Thursday, 28 November 2013

Photoshop Induction

Photoshop is a pixel based program, meaning the images use small squares of colour rather than vectors. This means that the image can blur because of the amount of pixels in the image. Resolutions are used to work in different ways, 72 resolution is for screen based work, while a 300 resolution is for printing.

Lower resolutions can be used in larger scale work but appear high quality because of the size and the way your eye sees the image.


Optical mixing is where you can take two colours, separately, are next to each other finely but aren't technically mixed would appear mixed because of the way your eye sees it. So using very small dots of colour it can appear a new invented colour but they're actually two separate pigments next to each other. 



Maximum pixels you can have in one image in photoshop is 300,000x300,000, but because of that you would have a huge file size. 

Having a very high resolution on a website creates problems because it makes the website slower. If you own your website you have to pay for the space and pixels. Also if you've got big images that take a while to load no ones going to want to go on that website. 


On Photoshop you can find out the details of the image via, Image then Image Size. Or on the desktop you command and I to get more info. At the bottom of the file on Photoshop if you right click you can find out the width, height, colour mode and bit depth. 

Colour Mode -
RGB, Red Green Blue, which is used for screen and deals with light.
CMYK, Cyan, Magenta, Yellow and Key (black), which is used for printing.
You have to save as RGB and then convert to CMYK to print, because if you save with CMYK you can't get back the information, because Photoshop works by deleting.

Gamut is the range of colours that are visible.
This shows the range of colours available within the colour modes meaning there is a lot more colours you can produce with RGB then CMYK.



In Photoshop when using the sliders in the colour palette,there is a warning triangle that will tell you when you have chosen a printable colour, if you don't pick one you can be moved to the nearest printable colour, so your design stays true went printed. 



Digits are used for the colour picker, apart from with the CMYK because they are a mixture of pigments when it comes to printing. The # section is the computer code for websites, the cube underneath the triangle shows the web safe colours, which will show you the nearest usable colour. 

On Photoshop I've played around with the colour modes to see how the lego is affected, you can tell the difference a lot between RGB, CMYK and the Greyscale. However the green only really changes between RGB and CMYK, its lot brighter in RGB on screen.

RGB
CMYK
Greyscale

Always keep an original because when you change the colour on Photoshop you delete the information, changing the image each time.
Levels and Curves change the black and whites of the colour, Hue and Saturation change the colours of the image, Colour Balance changes the colour as well, allowing you to have more control rather than Photoshop changing it for you.

If you use adjustment layers you can play around a lot more with the effects.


Your task is to copy the records that follow exactly, minus any images.

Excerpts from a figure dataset
------------------------------------------------------------
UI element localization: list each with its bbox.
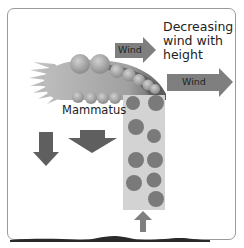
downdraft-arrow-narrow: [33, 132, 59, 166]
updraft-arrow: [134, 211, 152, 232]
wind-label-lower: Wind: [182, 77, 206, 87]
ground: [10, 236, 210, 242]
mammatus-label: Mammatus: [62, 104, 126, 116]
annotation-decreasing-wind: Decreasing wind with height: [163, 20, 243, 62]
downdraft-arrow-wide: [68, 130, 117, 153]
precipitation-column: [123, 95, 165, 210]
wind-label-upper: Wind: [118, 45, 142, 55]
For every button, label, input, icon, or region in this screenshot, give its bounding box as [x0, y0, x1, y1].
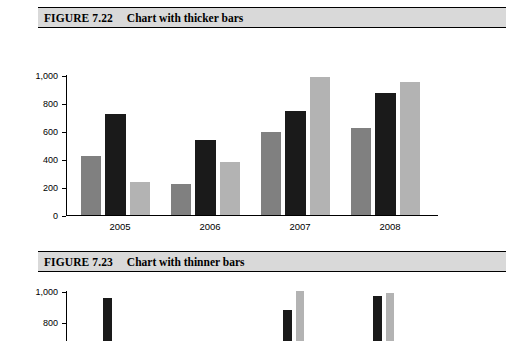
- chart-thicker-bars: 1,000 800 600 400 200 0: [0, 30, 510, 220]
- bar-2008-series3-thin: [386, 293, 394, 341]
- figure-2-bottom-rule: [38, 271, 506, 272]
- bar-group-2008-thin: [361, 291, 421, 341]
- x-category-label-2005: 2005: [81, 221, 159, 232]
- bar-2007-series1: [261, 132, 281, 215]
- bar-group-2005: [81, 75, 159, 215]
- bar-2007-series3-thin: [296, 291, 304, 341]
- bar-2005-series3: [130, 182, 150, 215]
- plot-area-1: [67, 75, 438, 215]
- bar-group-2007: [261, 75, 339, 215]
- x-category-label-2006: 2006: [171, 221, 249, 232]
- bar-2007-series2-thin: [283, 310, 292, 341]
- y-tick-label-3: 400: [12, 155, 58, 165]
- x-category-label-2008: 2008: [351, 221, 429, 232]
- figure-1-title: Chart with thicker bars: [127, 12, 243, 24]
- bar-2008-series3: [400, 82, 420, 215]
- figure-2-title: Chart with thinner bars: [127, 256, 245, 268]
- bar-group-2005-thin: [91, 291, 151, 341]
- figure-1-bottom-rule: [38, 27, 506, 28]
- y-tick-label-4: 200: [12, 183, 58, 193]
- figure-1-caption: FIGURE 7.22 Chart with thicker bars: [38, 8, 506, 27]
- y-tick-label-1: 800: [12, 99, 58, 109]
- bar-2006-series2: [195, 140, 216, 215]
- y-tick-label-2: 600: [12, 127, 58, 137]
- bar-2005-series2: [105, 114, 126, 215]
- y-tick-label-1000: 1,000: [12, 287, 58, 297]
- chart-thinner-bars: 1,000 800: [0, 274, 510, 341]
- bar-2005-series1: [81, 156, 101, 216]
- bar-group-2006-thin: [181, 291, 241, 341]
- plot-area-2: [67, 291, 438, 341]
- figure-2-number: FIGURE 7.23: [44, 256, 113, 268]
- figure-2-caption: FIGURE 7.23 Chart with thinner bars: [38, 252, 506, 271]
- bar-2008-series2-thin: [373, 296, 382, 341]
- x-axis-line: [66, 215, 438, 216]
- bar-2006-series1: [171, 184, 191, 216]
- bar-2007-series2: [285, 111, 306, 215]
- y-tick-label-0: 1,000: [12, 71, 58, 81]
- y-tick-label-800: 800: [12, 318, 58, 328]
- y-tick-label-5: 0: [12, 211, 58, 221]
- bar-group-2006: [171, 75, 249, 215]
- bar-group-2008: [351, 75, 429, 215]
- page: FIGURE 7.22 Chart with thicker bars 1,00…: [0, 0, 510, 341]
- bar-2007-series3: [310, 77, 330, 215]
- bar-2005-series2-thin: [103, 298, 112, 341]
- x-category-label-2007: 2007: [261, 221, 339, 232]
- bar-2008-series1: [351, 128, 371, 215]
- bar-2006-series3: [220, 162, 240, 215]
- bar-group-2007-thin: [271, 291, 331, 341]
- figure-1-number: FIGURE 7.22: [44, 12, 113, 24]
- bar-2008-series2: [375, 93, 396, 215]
------------------------------------------------------------
→ **THE COMPLETED TASK**
UI element localization: list each with its bbox.
downdraft-arrow-narrow: [33, 132, 59, 166]
updraft-arrow: [134, 211, 152, 232]
wind-label-lower: Wind: [182, 77, 206, 87]
ground: [10, 236, 210, 242]
mammatus-label: Mammatus: [62, 104, 126, 116]
annotation-decreasing-wind: Decreasing wind with height: [163, 20, 243, 62]
downdraft-arrow-wide: [68, 130, 117, 153]
precipitation-column: [123, 95, 165, 210]
wind-label-upper: Wind: [118, 45, 142, 55]
For every button, label, input, icon, or region in this screenshot, give its bounding box as [x0, y0, x1, y1].
- chart-thicker-bars: 1,000 800 600 400 200 0: [0, 30, 510, 220]
- bar-2008-series3-thin: [386, 293, 394, 341]
- figure-2-bottom-rule: [38, 271, 506, 272]
- bar-group-2008-thin: [361, 291, 421, 341]
- x-category-label-2005: 2005: [81, 221, 159, 232]
- bar-2007-series1: [261, 132, 281, 215]
- bar-group-2005: [81, 75, 159, 215]
- bar-2007-series3-thin: [296, 291, 304, 341]
- bar-2005-series3: [130, 182, 150, 215]
- plot-area-1: [67, 75, 438, 215]
- bar-group-2007: [261, 75, 339, 215]
- x-category-label-2006: 2006: [171, 221, 249, 232]
- bar-2007-series2-thin: [283, 310, 292, 341]
- y-tick-label-3: 400: [12, 155, 58, 165]
- x-category-label-2008: 2008: [351, 221, 429, 232]
- figure-1-title: Chart with thicker bars: [127, 12, 243, 24]
- bar-2008-series3: [400, 82, 420, 215]
- figure-2-title: Chart with thinner bars: [127, 256, 245, 268]
- bar-group-2005-thin: [91, 291, 151, 341]
- figure-1-bottom-rule: [38, 27, 506, 28]
- y-tick-label-4: 200: [12, 183, 58, 193]
- figure-1-caption: FIGURE 7.22 Chart with thicker bars: [38, 8, 506, 27]
- y-tick-label-1: 800: [12, 99, 58, 109]
- bar-2006-series2: [195, 140, 216, 215]
- y-tick-label-2: 600: [12, 127, 58, 137]
- bar-2005-series2: [105, 114, 126, 215]
- y-tick-label-1000: 1,000: [12, 287, 58, 297]
- chart-thinner-bars: 1,000 800: [0, 274, 510, 341]
- bar-2005-series1: [81, 156, 101, 216]
- bar-group-2006-thin: [181, 291, 241, 341]
- plot-area-2: [67, 291, 438, 341]
- figure-2-number: FIGURE 7.23: [44, 256, 113, 268]
- figure-2-caption: FIGURE 7.23 Chart with thinner bars: [38, 252, 506, 271]
- bar-2008-series2-thin: [373, 296, 382, 341]
- x-axis-line: [66, 215, 438, 216]
- bar-2006-series1: [171, 184, 191, 216]
- bar-2007-series2: [285, 111, 306, 215]
- y-tick-label-0: 1,000: [12, 71, 58, 81]
- y-tick-label-800: 800: [12, 318, 58, 328]
- y-tick-label-5: 0: [12, 211, 58, 221]
- bar-group-2006: [171, 75, 249, 215]
- bar-group-2008: [351, 75, 429, 215]
- page: FIGURE 7.22 Chart with thicker bars 1,00…: [0, 0, 510, 341]
- bar-2007-series3: [310, 77, 330, 215]
- bar-2005-series2-thin: [103, 298, 112, 341]
- x-category-label-2007: 2007: [261, 221, 339, 232]
- bar-2008-series1: [351, 128, 371, 215]
- bar-2006-series3: [220, 162, 240, 215]
- bar-group-2007-thin: [271, 291, 331, 341]
- figure-1-number: FIGURE 7.22: [44, 12, 113, 24]
- bar-2008-series2: [375, 93, 396, 215]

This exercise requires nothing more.